Thank goodness for bureaucratic fumbles in our favor.
Through this opening charged the Gilbert plaintiffs against taekwondo. Their 132-page complaint is viewable at https://www.documentcloud.org/documents/4452842-USOC-USA-Taekwondo-trafficking-complaint.html.
Even apart from its application to class action, the importance of the trafficking angle cannot be overstated. As in the Catholic Church, Olympic sport abuse crosses national boundaries. This, in fact, is one of the issue’s least understood aspects. In 2014 my colleague Tim Joyce and I exposed native Brazilian coach Alex Pussieldi (now a commentator for his country’s ESPN-esque network, SporTV), a blatant human trafficker during the decade-plus in which he terrorized the swimming programs of South Florida by importing swimmers from Central and South America and the Middle East; Pussieldi housed and “warded” many of them, and peeped on or abused some of them.

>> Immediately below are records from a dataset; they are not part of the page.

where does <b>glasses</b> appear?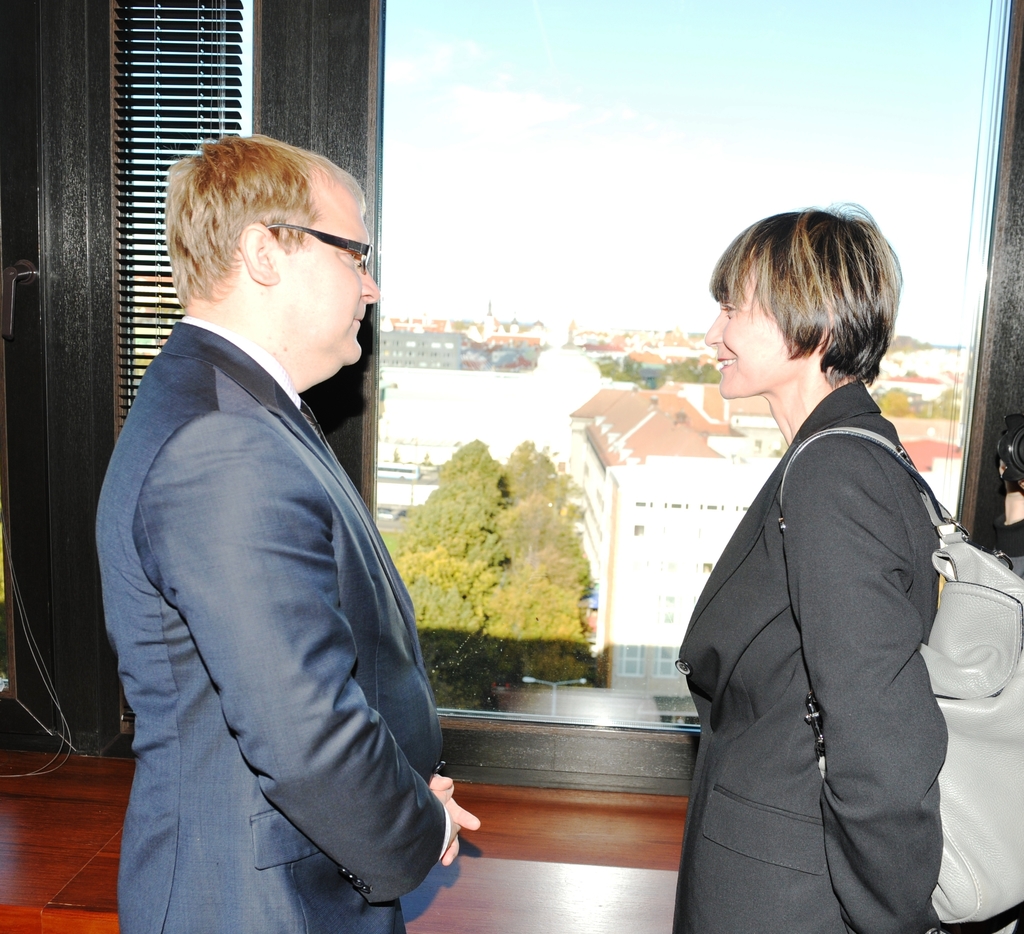
Appears at 269:223:376:276.
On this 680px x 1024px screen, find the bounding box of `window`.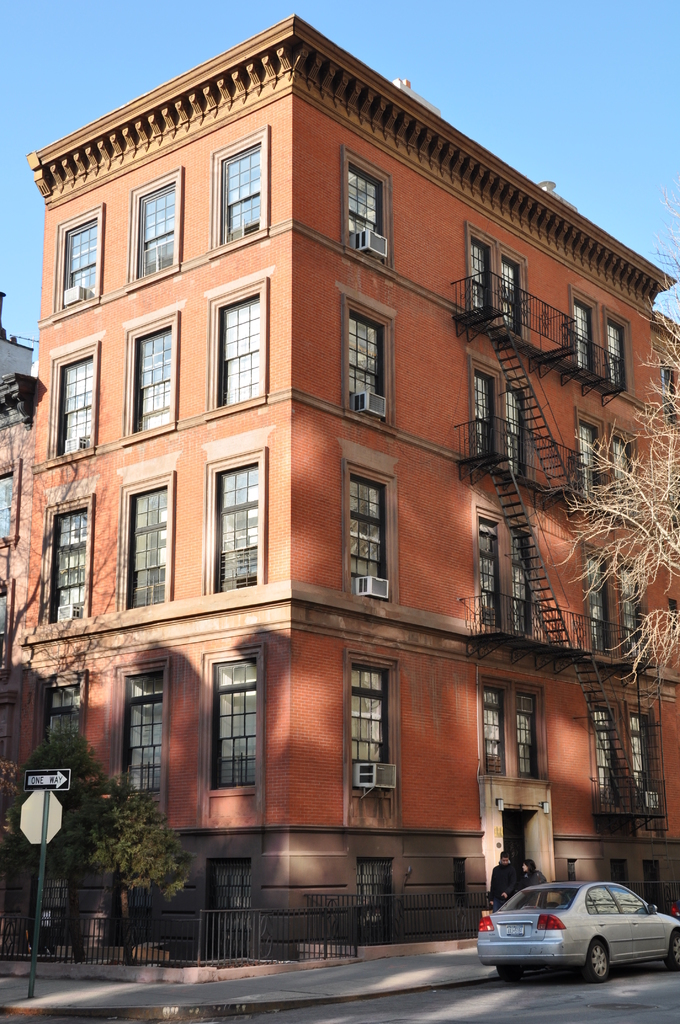
Bounding box: 350 312 385 413.
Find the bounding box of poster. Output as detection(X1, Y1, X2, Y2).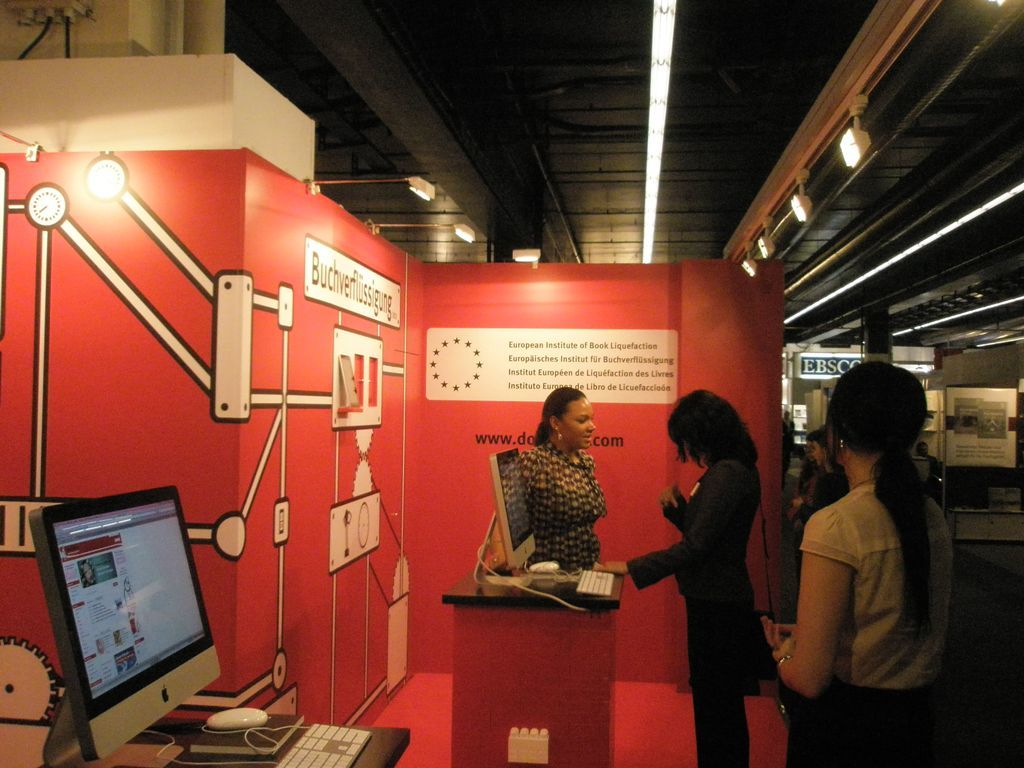
detection(0, 152, 676, 767).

Former Irish Olympic swim coach George Gibney also fits the global abuse theme. Gibney wasn’t a trafficker, per se, of athletes he abused. But he’s certainly a two-continent sex criminal – someone I call the most notorious at-large abuser in international sports. My recently settled Freedom of Information Act case against the Department of Homeland Security for material from Gibney’s American immigration file (following a ruling in my favor by U.S. District Court Judge Charles R. Breyer) shows that Gibney has been hiding in plain sight in this country as a resident alien for nearly a quarter of a century – and even since his 2010 citizenship application got rejected because he lied on it about his 27-count indictment in Ireland in 1993 for molesting, and in at least one case raping, untold numbers of swimmers under his supervision. An Irish politician, Maureen O’Sullivan, is spearheading a campaign to solicit Senator Feinstein, Congresswoman Jackie Speier, and other sympathetic sister legislators to coordinate Irish and U.S. law enforcement information and facilitate Gibney’s extradition and trial.

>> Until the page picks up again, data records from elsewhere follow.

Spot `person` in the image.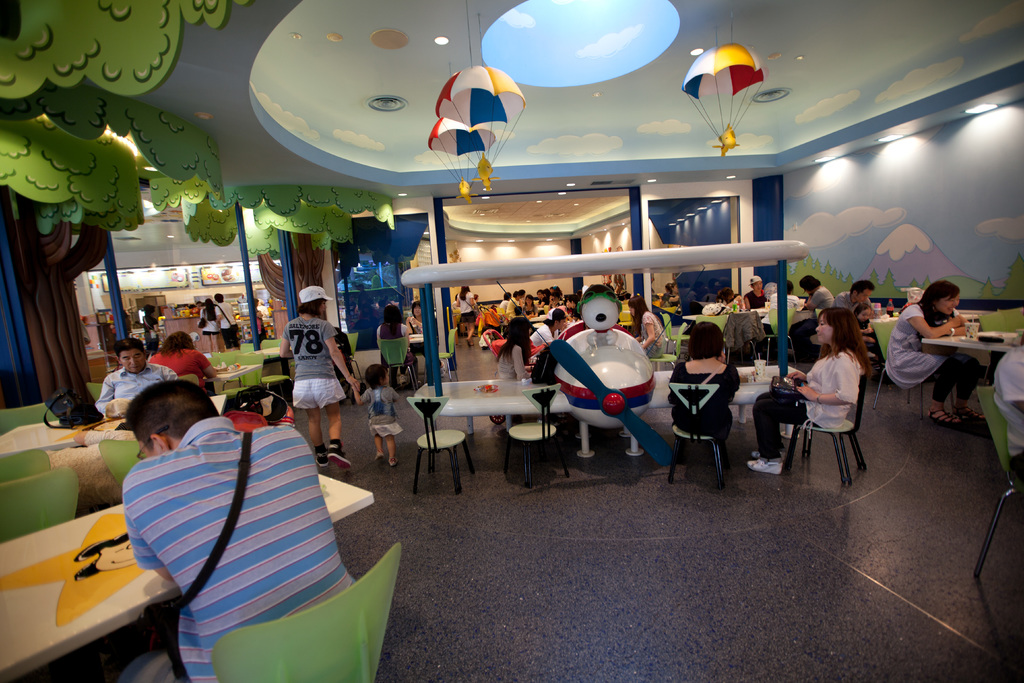
`person` found at 716, 290, 743, 316.
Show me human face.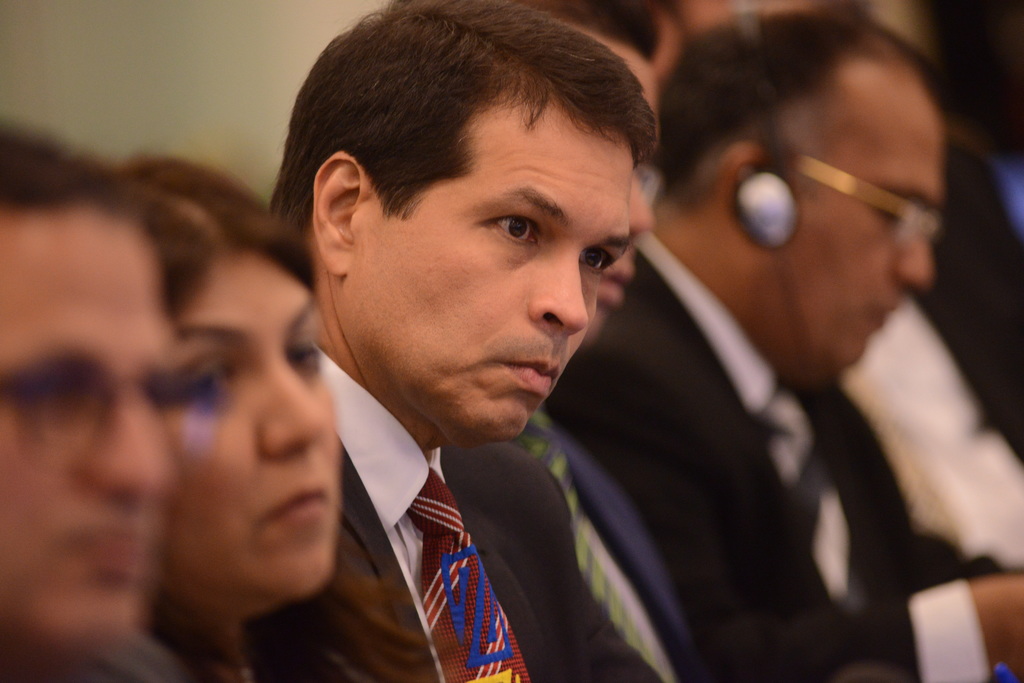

The taekwondo plaintiff group is being represented by a team of attorneys headed by B. Robert Allard of San Jose and Jonathan Little of Indianapolis. In 2012 the now-defunct California Lawyer magazine named Allard one of its lawyers of the year for his advocacy of abuse victims. And no one knows more about where all the bodies are buried than in Olympic sports than Little, who ran track at Indiana University and was friends with two prominent swimmers. One of them, Brooke Taflinger, would file one of the most important early cases against USA Swimming, involving Peeping Tom coach Brian Hindson. The other, Susan Woessner, is the disgraced former USA Swimming safe sport director who was recently forced to resign after acknowledging that she had “kissed” a coach, Sean Hutchison, prior to investigating him – and before recent revelations that Hutchison groomed and abused one of his swimmers, former butterfly world record holder Ariana Kukors.

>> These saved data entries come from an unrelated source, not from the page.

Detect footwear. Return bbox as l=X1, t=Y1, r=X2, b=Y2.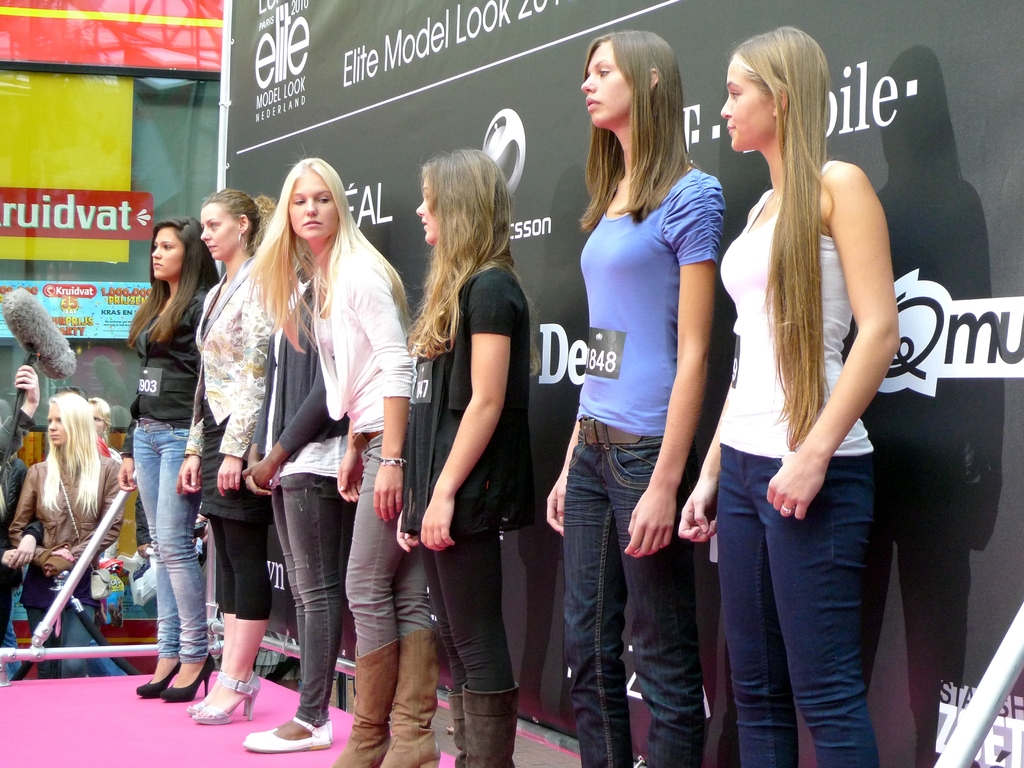
l=163, t=651, r=213, b=703.
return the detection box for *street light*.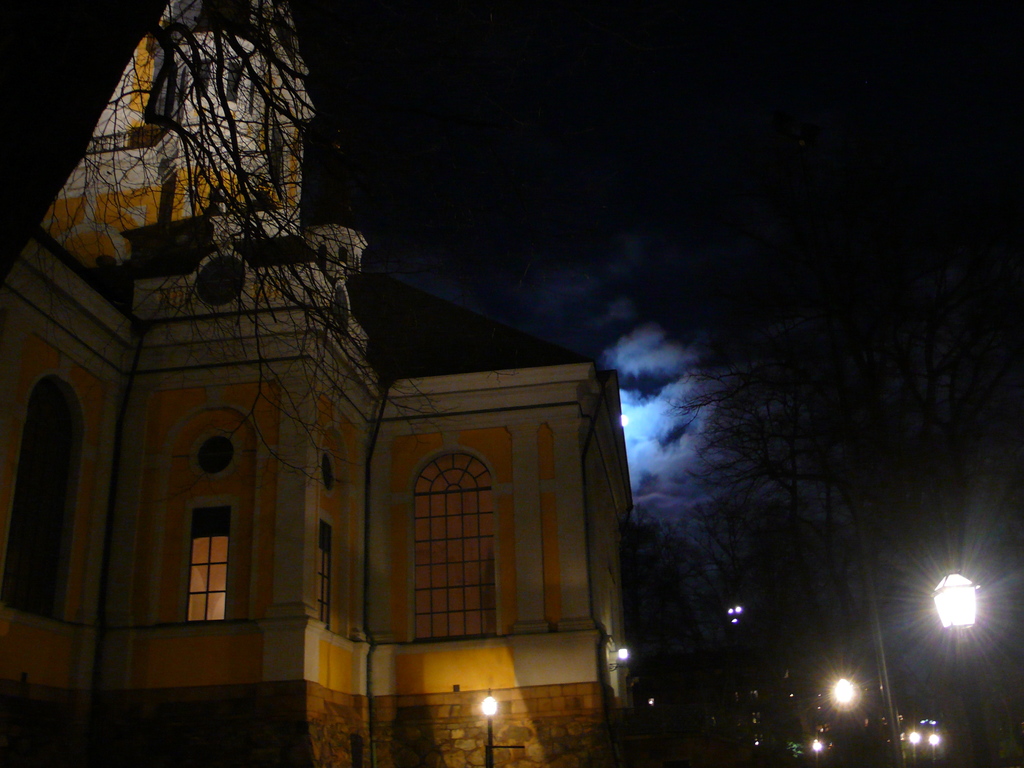
bbox=(902, 730, 924, 766).
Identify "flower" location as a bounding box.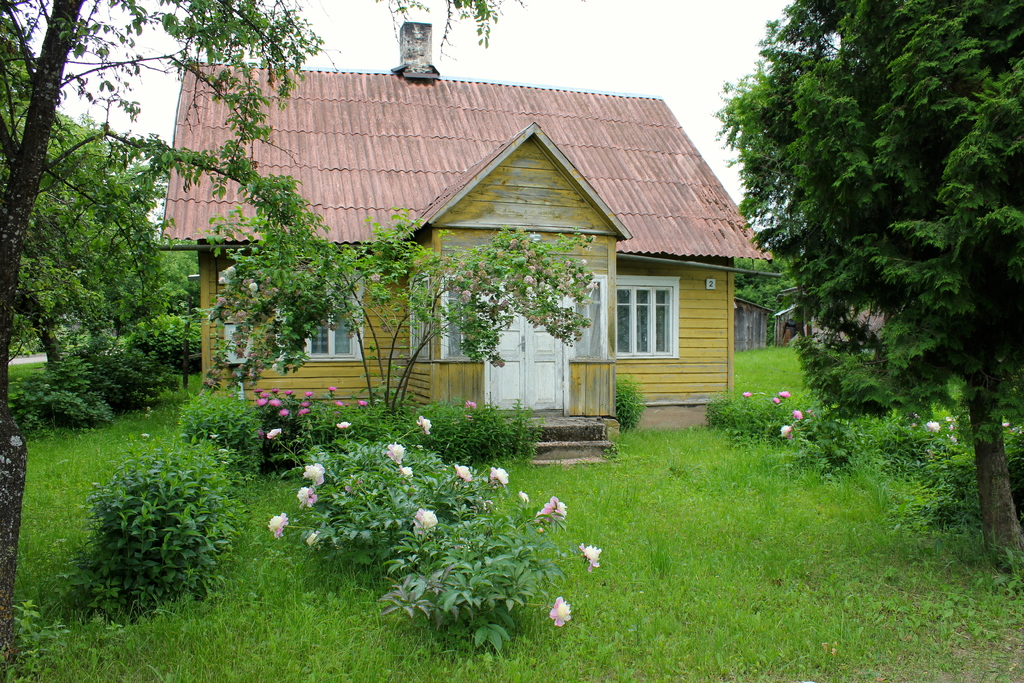
select_region(771, 395, 782, 404).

In the cliche, sex abuse is about abuse of power, not about sex. But going forward, it will also be about s something that hits Olympic potentates where they hurt: commerce.
What might follow human trafficking and class action cases against the USOC and its satellite bodies? I would suggest RICO – the Racketeer Influenced and Corrupt Organizations Act. They’ve long operated like a virtual mob. It’s past time for the law to start treating them like the real one.